Kisco and K4 started working together in 2015, and last March K4 gave The Cardinal residents tablets, Powell said. She likened it to a community bulletin board, where residents could access information on events, meal menus, the weather and other basic information items.

Some residents, though, struggled to physically use the tablets.

“When they first brought it out, within a month, I was asking, ‘When are you going to do something with voice?’” she said. She was among the residents who had experience with Alexa, and noted that many in the community were excited to receive the Echo Dots.

“I am very encouraged to see (residents use this technology), because I see that technology is only going to go forward, not backward,” she said. “I think the seniors of today are well aware of enough technology that they don’t want to be left out.”

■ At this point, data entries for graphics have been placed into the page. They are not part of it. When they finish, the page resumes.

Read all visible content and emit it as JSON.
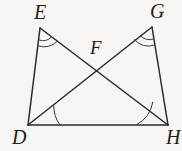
{
  "figure": {
    "kind": "geometry-diagram",
    "background_color": "#f6f5f3",
    "stroke_color": "#2a2a2a",
    "label_color": "#1d1d1d",
    "width": 182,
    "height": 151,
    "labels": {
      "E": "E",
      "G": "G",
      "F": "F",
      "D": "D",
      "H": "H"
    },
    "points": {
      "E": {
        "x": 40,
        "y": 28
      },
      "G": {
        "x": 152,
        "y": 27
      },
      "F": {
        "x": 96,
        "y": 68
      },
      "D": {
        "x": 28,
        "y": 125
      },
      "H": {
        "x": 168,
        "y": 125
      }
    },
    "segments": [
      {
        "name": "segment-ED",
        "from": "E",
        "to": "D"
      },
      {
        "name": "segment-GH",
        "from": "G",
        "to": "H"
      },
      {
        "name": "segment-DH",
        "from": "D",
        "to": "H"
      },
      {
        "name": "segment-EH",
        "from": "E",
        "to": "H"
      },
      {
        "name": "segment-DG",
        "from": "D",
        "to": "G"
      }
    ],
    "angle_marks": [
      {
        "name": "angle-E",
        "vertex": "E",
        "arcs": 2
      },
      {
        "name": "angle-G",
        "vertex": "G",
        "arcs": 2
      },
      {
        "name": "angle-D",
        "vertex": "D",
        "arcs": 1
      },
      {
        "name": "angle-H",
        "vertex": "H",
        "arcs": 1
      }
    ]
  }
}
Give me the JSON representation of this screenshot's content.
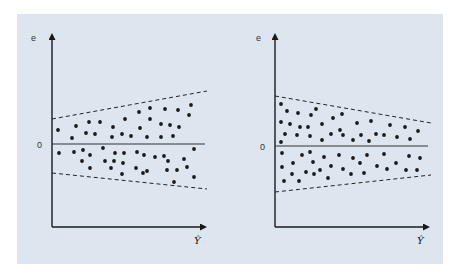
{
  "chart_data": [
    {
      "type": "scatter",
      "title": "",
      "description": "Residual plot: heteroscedasticity with variance increasing as fitted value grows (funnel opening right)",
      "xlabel": "Ŷ",
      "ylabel": "e",
      "zero_label": "0",
      "grid": false,
      "legend": null,
      "pixel_frame": {
        "x0": 52,
        "y_axis_top": 33,
        "x_axis_y": 227,
        "x_end": 207,
        "zero_y": 144
      },
      "envelope": {
        "style": "dashed",
        "upper": [
          [
            52,
            119
          ],
          [
            207,
            91
          ]
        ],
        "lower": [
          [
            52,
            173
          ],
          [
            207,
            189
          ]
        ]
      },
      "points": [
        [
          58,
          130
        ],
        [
          76,
          126
        ],
        [
          72,
          138
        ],
        [
          89,
          122
        ],
        [
          86,
          133
        ],
        [
          95,
          134
        ],
        [
          100,
          122
        ],
        [
          113,
          127
        ],
        [
          112,
          137
        ],
        [
          122,
          134
        ],
        [
          125,
          119
        ],
        [
          131,
          136
        ],
        [
          139,
          112
        ],
        [
          140,
          128
        ],
        [
          147,
          137
        ],
        [
          150,
          108
        ],
        [
          150,
          119
        ],
        [
          161,
          124
        ],
        [
          161,
          137
        ],
        [
          165,
          109
        ],
        [
          170,
          125
        ],
        [
          173,
          136
        ],
        [
          178,
          110
        ],
        [
          179,
          127
        ],
        [
          189,
          115
        ],
        [
          191,
          105
        ],
        [
          59,
          153
        ],
        [
          74,
          152
        ],
        [
          83,
          150
        ],
        [
          90,
          155
        ],
        [
          82,
          161
        ],
        [
          90,
          168
        ],
        [
          103,
          148
        ],
        [
          105,
          161
        ],
        [
          111,
          168
        ],
        [
          114,
          161
        ],
        [
          115,
          153
        ],
        [
          122,
          174
        ],
        [
          123,
          163
        ],
        [
          124,
          153
        ],
        [
          136,
          168
        ],
        [
          137,
          152
        ],
        [
          143,
          173
        ],
        [
          144,
          155
        ],
        [
          147,
          171
        ],
        [
          155,
          157
        ],
        [
          164,
          156
        ],
        [
          167,
          170
        ],
        [
          168,
          161
        ],
        [
          174,
          182
        ],
        [
          177,
          170
        ],
        [
          184,
          159
        ],
        [
          187,
          167
        ],
        [
          194,
          149
        ],
        [
          194,
          177
        ]
      ]
    },
    {
      "type": "scatter",
      "title": "",
      "description": "Residual plot: heteroscedasticity with variance decreasing as fitted value grows (funnel narrowing right)",
      "xlabel": "Ŷ",
      "ylabel": "e",
      "zero_label": "0",
      "grid": false,
      "legend": null,
      "pixel_frame": {
        "x0": 275,
        "y_axis_top": 33,
        "x_axis_y": 227,
        "x_end": 430,
        "zero_y": 146
      },
      "envelope": {
        "style": "dashed",
        "upper": [
          [
            275,
            96
          ],
          [
            431,
            123
          ]
        ],
        "lower": [
          [
            275,
            192
          ],
          [
            431,
            175
          ]
        ]
      },
      "points": [
        [
          281,
          104
        ],
        [
          287,
          111
        ],
        [
          281,
          122
        ],
        [
          298,
          113
        ],
        [
          311,
          115
        ],
        [
          316,
          109
        ],
        [
          290,
          124
        ],
        [
          285,
          134
        ],
        [
          281,
          142
        ],
        [
          300,
          127
        ],
        [
          308,
          127
        ],
        [
          322,
          124
        ],
        [
          297,
          135
        ],
        [
          310,
          136
        ],
        [
          322,
          140
        ],
        [
          333,
          118
        ],
        [
          342,
          114
        ],
        [
          340,
          130
        ],
        [
          331,
          134
        ],
        [
          343,
          135
        ],
        [
          353,
          140
        ],
        [
          357,
          123
        ],
        [
          361,
          135
        ],
        [
          371,
          121
        ],
        [
          369,
          141
        ],
        [
          376,
          134
        ],
        [
          384,
          135
        ],
        [
          390,
          125
        ],
        [
          397,
          137
        ],
        [
          405,
          127
        ],
        [
          410,
          139
        ],
        [
          418,
          131
        ],
        [
          282,
          153
        ],
        [
          282,
          167
        ],
        [
          284,
          181
        ],
        [
          293,
          163
        ],
        [
          292,
          174
        ],
        [
          299,
          181
        ],
        [
          302,
          155
        ],
        [
          306,
          172
        ],
        [
          310,
          152
        ],
        [
          313,
          162
        ],
        [
          314,
          174
        ],
        [
          320,
          170
        ],
        [
          324,
          157
        ],
        [
          328,
          178
        ],
        [
          331,
          166
        ],
        [
          339,
          155
        ],
        [
          343,
          169
        ],
        [
          351,
          174
        ],
        [
          353,
          158
        ],
        [
          360,
          163
        ],
        [
          364,
          173
        ],
        [
          367,
          155
        ],
        [
          377,
          166
        ],
        [
          384,
          154
        ],
        [
          387,
          169
        ],
        [
          396,
          163
        ],
        [
          406,
          170
        ],
        [
          409,
          156
        ],
        [
          417,
          170
        ],
        [
          420,
          158
        ]
      ]
    }
  ],
  "colors": {
    "panel_bg": "#dde6ef",
    "ink": "#1a1a1a",
    "page_bg": "#ffffff"
  }
}
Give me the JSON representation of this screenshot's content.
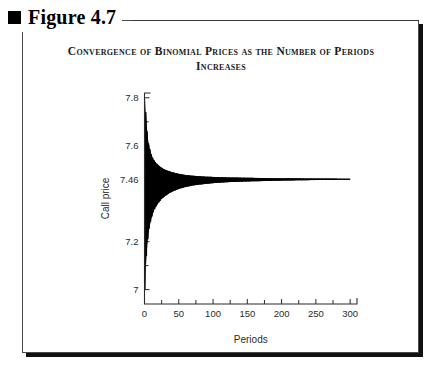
{
  "figure": {
    "bullet_icon": "black-square-icon",
    "label": "Figure 4.7"
  },
  "chart_data": {
    "type": "line",
    "title": "Convergence of Binomial Prices as the Number of Periods Increases",
    "xlabel": "Periods",
    "ylabel": "Call price",
    "xlim": [
      0,
      310
    ],
    "ylim": [
      6.94,
      7.82
    ],
    "grid": false,
    "legend": null,
    "converged_value": 7.46,
    "x_ticks": [
      0,
      50,
      100,
      150,
      200,
      250,
      300
    ],
    "x_tick_labels": [
      "0",
      "50",
      "100",
      "150",
      "200",
      "250",
      "300"
    ],
    "x_minor_ticks": [
      25,
      75,
      125,
      175,
      225,
      275
    ],
    "y_ticks": [
      7.0,
      7.2,
      7.46,
      7.6,
      7.8
    ],
    "y_tick_labels": [
      "7",
      "7.2",
      "7.46",
      "7.6",
      "7.8"
    ],
    "y_minor_ticks": [
      7.1,
      7.33,
      7.53,
      7.7
    ],
    "series": [
      {
        "name": "Binomial call price",
        "description": "Oscillating binomial option price that damps toward 7.46 as the number of periods increases",
        "x": [
          1,
          2,
          3,
          4,
          5,
          6,
          7,
          8,
          9,
          10,
          12,
          14,
          16,
          18,
          20,
          25,
          30,
          35,
          40,
          50,
          60,
          70,
          80,
          90,
          100,
          120,
          140,
          160,
          180,
          200,
          225,
          250,
          275,
          300
        ],
        "upper_envelope": [
          7.8,
          7.74,
          7.7,
          7.66,
          7.63,
          7.61,
          7.6,
          7.585,
          7.575,
          7.565,
          7.55,
          7.54,
          7.532,
          7.525,
          7.52,
          7.508,
          7.5,
          7.495,
          7.49,
          7.483,
          7.478,
          7.475,
          7.473,
          7.471,
          7.47,
          7.468,
          7.467,
          7.466,
          7.465,
          7.4645,
          7.464,
          7.4635,
          7.463,
          7.4625
        ],
        "lower_envelope": [
          7.0,
          7.09,
          7.14,
          7.18,
          7.21,
          7.235,
          7.255,
          7.27,
          7.283,
          7.295,
          7.315,
          7.33,
          7.342,
          7.352,
          7.36,
          7.378,
          7.39,
          7.4,
          7.408,
          7.42,
          7.428,
          7.434,
          7.438,
          7.441,
          7.444,
          7.448,
          7.45,
          7.452,
          7.453,
          7.4545,
          7.456,
          7.457,
          7.4575,
          7.458
        ]
      }
    ]
  }
}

For now, Kisco is keeping the Alexa system strictly within the IL population at The Cardinal, which also includes 27 assisted living units, 18 memory care and 14 skilled nursing.

A growing trend

Kisco is one of many operators bringing smart home technology, including voice-activated tech, into communities, with a focus on improving operational efficiency, staff efficiency, resident happiness and resident safety.

In January of 2017, Masonic Villages of Elizabethtown, Pennsylvania, rolled out a smart home, dubbed an “IQ Home,” which will be its template across its entire portfolio, consisting of five communities in Pennsylvania. Masonic will add 24 IQ townhomes and 10 IQ cottages in June, followed by 24 more IQ townhomes in January 2020.

In Rockville, Maryland, the Ingleside family of life plan communities is bringing voice-enabled smart technology to their residents, also with Amazon’s Alexa, with the adoption rate at one Ingleside community up to 96%.

And in Atlanta, Thrive Senior Living announced at the start of January plans to “integrate conversational artificial intelligence” across its entire portfolio — 24 communities — in 2019. It will do so through a partnership with Los Angeles-based startup Aiva, whose platform is the first to solve the issue of HIPAA compliance with Amazon Alexa and Google Assistant in a scalable fashion.

Other operators are getting into the action too, with various stages of implementation. Among those discussed in SHN’s smart homes report are Vincentian Collaborative System of Pittsburgh, Front Porch of Glendale, California and The Lofts at Timber Ridge of Issaquah, Washington.

“All of these (devices) have a positive impact on the lives of our residents,” Grandbouche wrote. “This in turn has a positive impact to the business. It’s a small investment for the return if done the right way — keeping the resident and family experience as the priority, increasing the efficiency for our staff, and providing a great experience.”

For Powell, that experience includes socialization. Though she lives with her husband, he has health problems, and when he is sleeping, she finds conversations with Alexa calming, and a powerful deterrent to loneliness.

“I just have fun with her,” Powell says about Alexa. “One of the biggest impacts of this technology is that if you are a senior and you’re living alone in your own unit … it can get very lonely. With Alexa, you can talk to her. You can feel like you have a friend in your room. It makes it feel a lot less lonely.”